No healthy human buys a computer as expensive as a better used car. And then it will last at most 7 or 8 years, then it’s history, but I guess all computers are going the same way, it’s a question of time and how you use them.
I think the car comparison is compelling. Interesting how many people don't blink at spending $30k on a car that they use 30 minutes a day (as it depreciates rapidly), but the thought of spending $6k on a computer that they use 8 hours a day to earn a living is anathema. 'NerdWallet' says that average cost of car ownership is $8469 per year ($23 per day, or about $35 per work-day).
Suppose your time is worth $30/hr. If this computer gains 12 minutes a day in work efficiency, it is paid for entirely in 4 years. And fwiw, you don't really have to account for the entire cost of the machine, but just the difference between the cost of this and whatever else you might have used.
Another thought: Do you ever consider the cost of clothing yourself in business casual on a daily basis. I ran the numbers one time and realized that I get about 30 days use out of Khakis before they're marginal to wear, and if I keep going, I can stretch their use to about 60 times before I can't wear them in a professional environment anymore. Shirts get about the same amount of wear times before replacement. Better if they're really high quality, worse if I get cheaper stuff. Bottom line: I think I spend about $4 every time I get dressed for work in the morning, not including my laundry labor.
Never mind that. What about beauty products?! The NY Post quoted a Groupon study that says Americans spend over $300 per month on beauty products. To be fair, about $100 of that is spent on gym memberships or something, but over $150 on cream, makeup, shaving products, hair products, etc. That number seems big to me (I think I ring in closer to $10 per month), but I'm just saying that people spend this kind of money on stupider things. Imagine how people would view their vanity products if they had to buy them three years at a time!
Another way of looking at it: Plumbers have to buy a $30k van every few years. Engineers have to maintain a CAD license (not sure the cost on this, but not cheap).
And yet another way to justify a
crazy expensive computer: If used for work for 4 years, it costs about $6 per work day. I don't work in a creative environment, but for a lot of professionals, $6/day is spent on a lot less useful items.
My friend Gary once said, "In spite of the high cost of living, it remains surprisingly popular."
And in closing, I offer this: Prov 24:27. If you're a creative professional, your computer is your field/barn.
Don't get me wrong. $6k is a crazy big sum to spend on a computer. I'm thinking I was just bumped into the Mac mini with eGPU camp.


▶ _Problem_
Could you reproduce, word for word, everything below from the line containing "In a 1024 × 756 image, where is *building*?" down to the line containing "Reveal *footwear* bounding box.", with both of those lines included and no others?

(Beginning of Data for this exercise)

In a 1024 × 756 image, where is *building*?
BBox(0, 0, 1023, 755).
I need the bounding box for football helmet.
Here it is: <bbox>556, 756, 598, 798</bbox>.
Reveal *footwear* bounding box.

(End of Data for this exercise)
(Beginning of Data for this exercise)

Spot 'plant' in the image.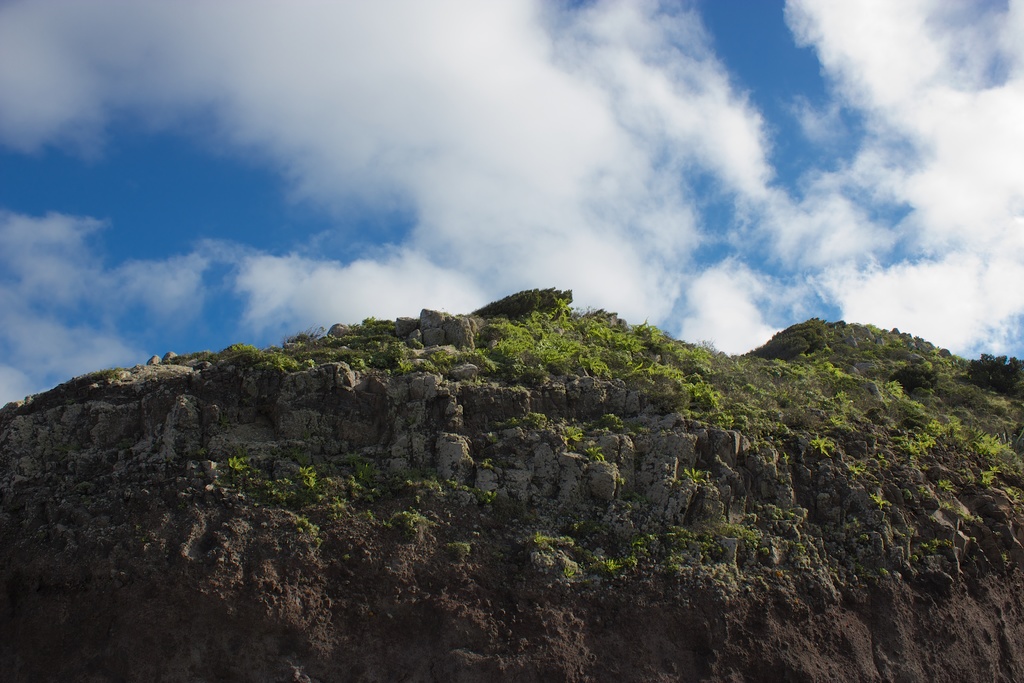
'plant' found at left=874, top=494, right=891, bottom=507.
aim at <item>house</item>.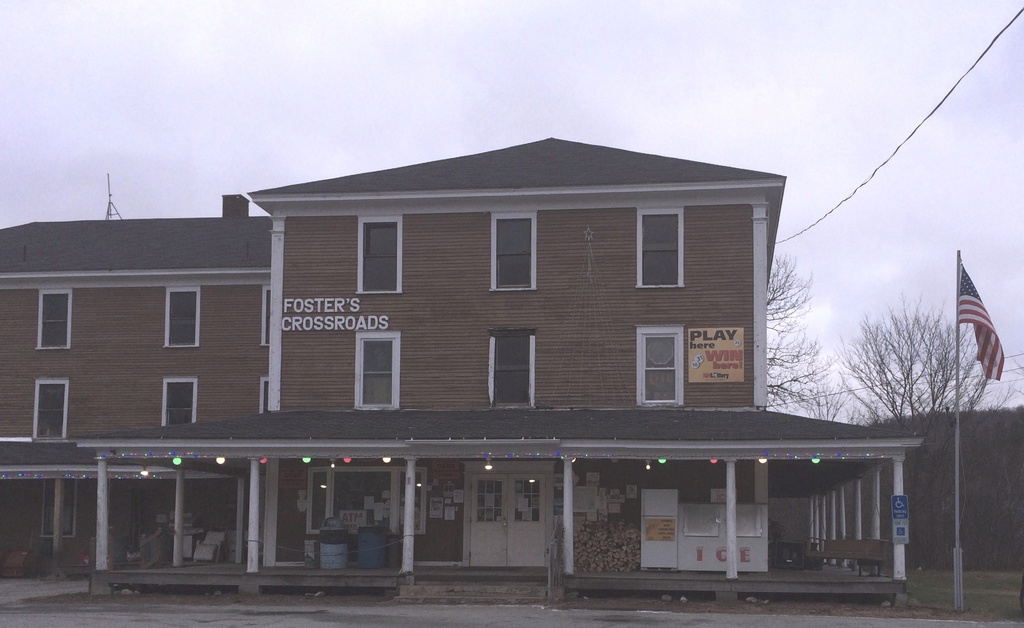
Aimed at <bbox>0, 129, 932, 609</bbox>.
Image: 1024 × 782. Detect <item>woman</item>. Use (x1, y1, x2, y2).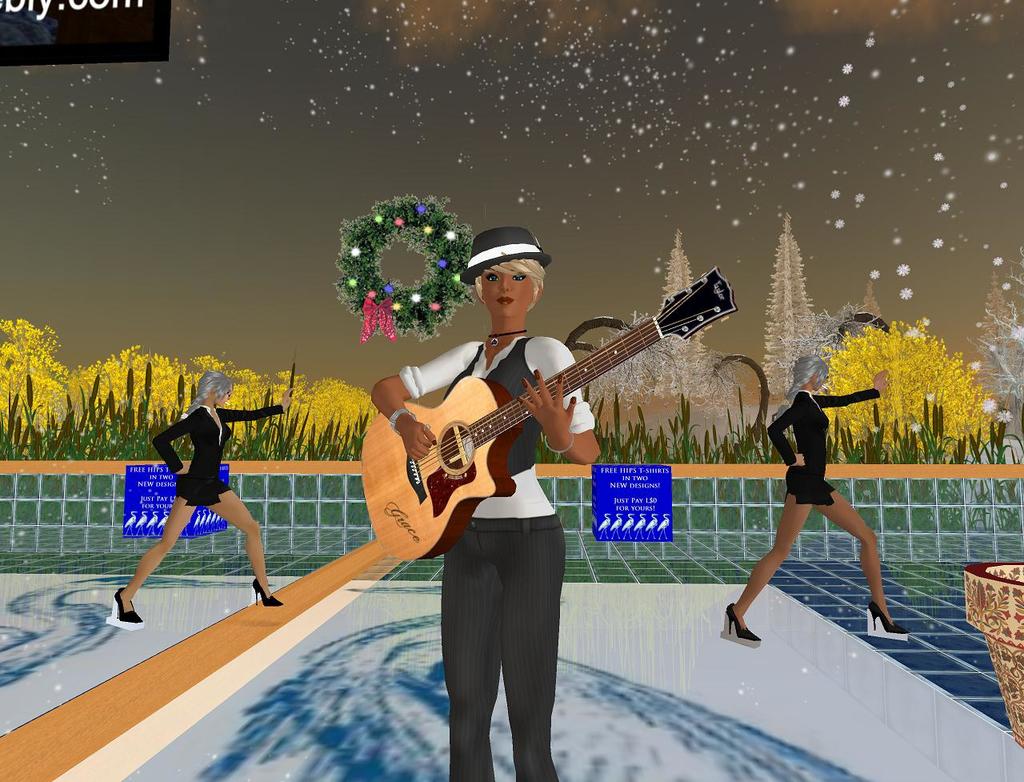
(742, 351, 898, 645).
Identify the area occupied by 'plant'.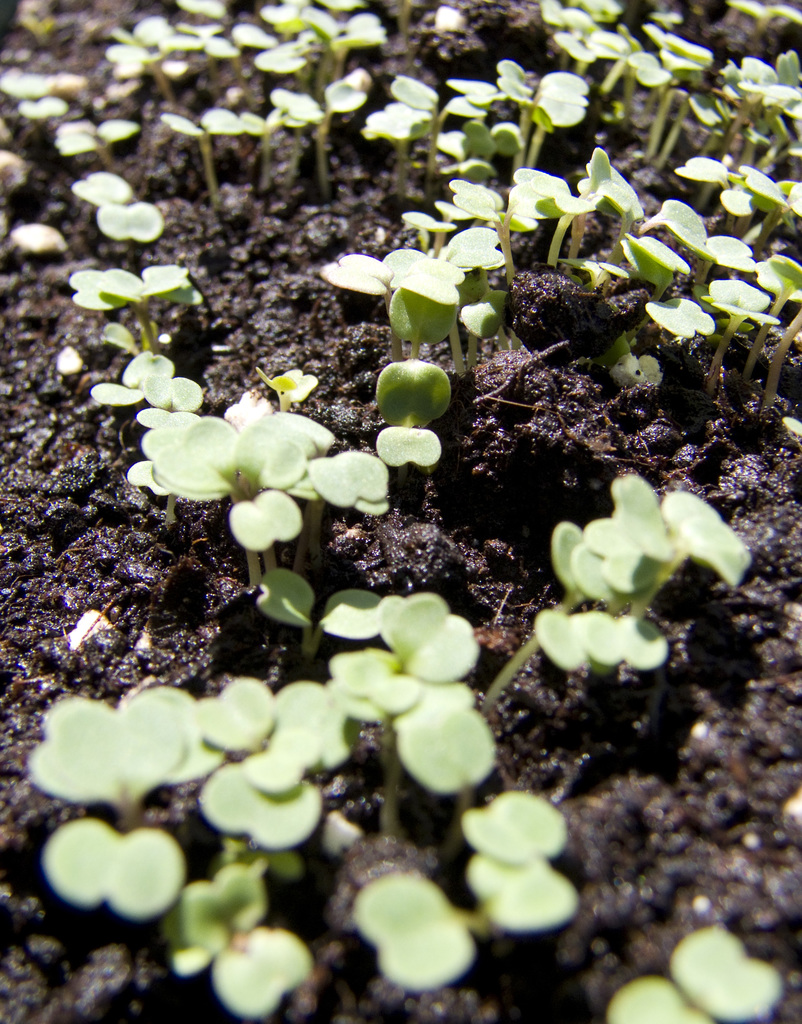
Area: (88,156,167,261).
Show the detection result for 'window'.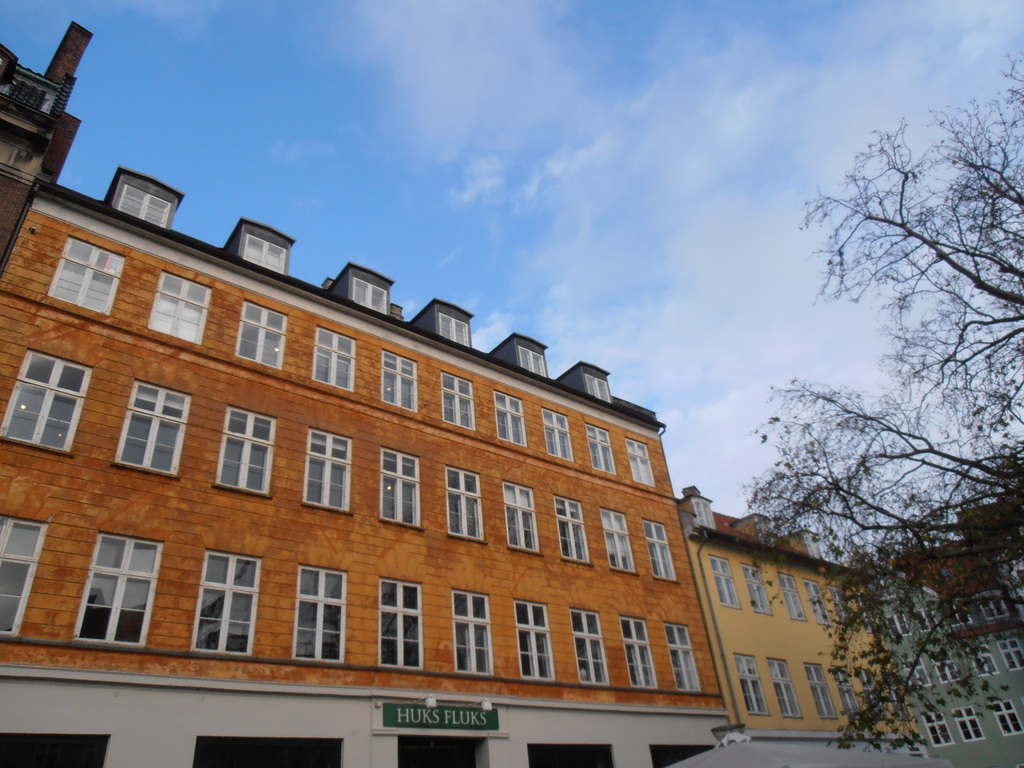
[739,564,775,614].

(End of Data for this exercise)

▶ _Response to this task_
In a 1024 × 756 image, where is *building*?
BBox(0, 0, 1023, 755).
I need the bounding box for football helmet.
Here it is: <bbox>556, 756, 598, 798</bbox>.
Reveal *footwear* bounding box.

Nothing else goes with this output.